02 March 2016•Update: 04 March 2016
By Hader Glang
ZAMBOANGA CITY, the Philippines
Philippine authorities have set up a joint task force to investigate an attack wounded a Saudi Islamic scholar and a religious attache to the kingdom’s embassy after a university lecture in the archipelago’s south.
A police spokesperson in Zamboanga, a predominantly Christian city in the majority Muslim southern region, said Wednesday that police and military personnel would make up Special Investigation Task Group WMSU.
The task force is named after Western Mindanao State University, where Dr. Aaidh ibn Abdullah al-Qarni, a renowned international lecturer and author, and Sheikh Turki Assaegh were shot by a gunman who was later killed by al-Qarni’s security entourage Tuesday night.
Senior Inspector Helen Galvez was quoted by GMA News Wednesday as saying that the slain suspect had been identified as a 21-year-old WMSU senior engineering student, Rugasan Misuari III, who had attended the forum at the university’s gymnasium.
The police spokesperson added that two of Misuari’s companions have been called for questioning over possible involvement in the attack, the motive for which remains under investigation.
She also confirmed that Saudi Arabia’s government had sent a plane to transport al-Qarni – who has 12 million followers on Twitter – to Manila to undergo further treatment.
Meanwhile, Zamboanga Police Superintendent Luisito Magnaye denied reports of the victims succumbing to their gunshot wounds, which had been sustained while they were bidding farewell from a vehicle after the forum.
"They [victims] are out of danger. There is no truth to them expiring in the hospital," Magnaye told reporters Wednesday.
According to an updated report by the city’s police office, investigators found a motorcycle near the university’s gate.
"Recovered inside the tool or u-box of the motorcycle were a resident certificate with name Rugasan Misuari III, 21, and some bullets of .45 cal. pistol," it said, confirming that the bullets matched the gun found on the suspect.
Police had reportedly also found what appeared to be a school uniform inside his bag.
The Ulama Council of Zamboanga Peninsula said the forum – which the Muslim group had organized – attracted more than 8,000 attendees – including students and preachers – from different parts of southern Mindanao.
Several armed Muslim groups and a communist insurgency operate in conflict-ridden Mindanao.
The Philippines military is presently battling members of a Moro group (formerly known as the Khilafah Islamiyah Mindanao) with alleged ties to the Southeast Asian terror group Jemaah Islamiyah in the southern region.
In the past week, at least 24 militants have been killed.
The militants are seeking to take advantage of the shelving of a law that would have sealed a peace process between the country's one-time largest Moro rebel group and the government.
Moro Islamic Liberation Front (MILF) Vice Chairman for political affairs, Ghadzali Jaafar, claimed last week that armed groups who have been engaged in clashes with government troops in the south since the beginning of the month are dismayed by the failure of President Benigno Aquino III's administration to pass the Bangsamoro Basic Law (BBL).
BBL would have implemented a peace deal signed by the government and the MILF in March 2014 – encompassing the Framework Agreement on the Bangsamoro and the Comprehensive Agreement on the Bangsamoro – bringing 17 years of peace negotiations in Mindanao to a close.
However, the agreement has been shelved during the duration of the country's presidential elections, leading to fears that such "terrorist" groups may try and take advantage of local frustrations to move into the territory.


● **What needs to be done**:
Where the string "diagram" shows up in a line of the records, copy that line.

● **Data records**:
────────

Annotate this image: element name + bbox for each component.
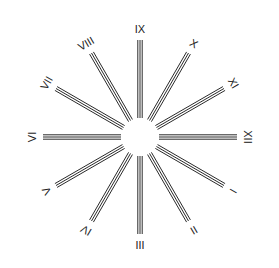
spoke-line (55, 145, 123, 184)
spoke-line (148, 155, 187, 223)
spoke-label: IX (135, 23, 146, 35)
spoke-viii: VIII (76, 34, 133, 122)
spoke-label: VI (26, 132, 38, 142)
spoke-label: III (135, 239, 144, 251)
spoke-line (92, 153, 131, 221)
spoke-line (150, 153, 189, 221)
spoke-line (55, 90, 123, 129)
spoke-line (156, 89, 224, 128)
spoke-label: I (228, 187, 240, 196)
spoke-line (56, 147, 124, 186)
spoke-label: VII (38, 74, 55, 92)
spoke-line (93, 155, 132, 223)
center-hub (124, 121, 156, 153)
spoke-label: II (188, 224, 199, 237)
spoke-i: I (155, 145, 239, 196)
spoke-line (158, 145, 226, 184)
spoke-line (148, 52, 187, 120)
spoke-ix: IX (135, 23, 146, 118)
spoke-label: VIII (76, 34, 96, 53)
spoke-label: IV (78, 222, 94, 238)
spoke-line (56, 89, 124, 128)
diagram-canvas: IXXXIXIIIIIIIIIVVVIVIIVIII (0, 0, 279, 268)
spoke-xii: XII (159, 130, 254, 143)
spoke-iii: III (135, 156, 144, 251)
spoke-line (150, 53, 189, 121)
spoke-label: XII (242, 130, 254, 143)
spoke-line (158, 90, 226, 129)
spoke-line (93, 52, 132, 120)
spoke-label: V (39, 184, 53, 197)
spoke-label: XI (226, 75, 242, 90)
spoke-line (92, 53, 131, 121)
radial-spoke-diagram: IXXXIXIIIIIIIIIVVVIVIIVIII (0, 0, 279, 268)
spoke-vii: VII (38, 74, 125, 129)
spoke-line (156, 147, 224, 186)
spoke-label: X (188, 36, 201, 50)
spoke-vi: VI (26, 132, 121, 142)
spoke-ii: II (148, 152, 200, 237)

────────

● **Output of the exercise**:
diagram-canvas: IXXXIXIIIIIIIIIVVVIVIIVIII (0, 0, 279, 268)
radial-spoke-diagram: IXXXIXIIIIIIIIIVVVIVIIVIII (0, 0, 279, 268)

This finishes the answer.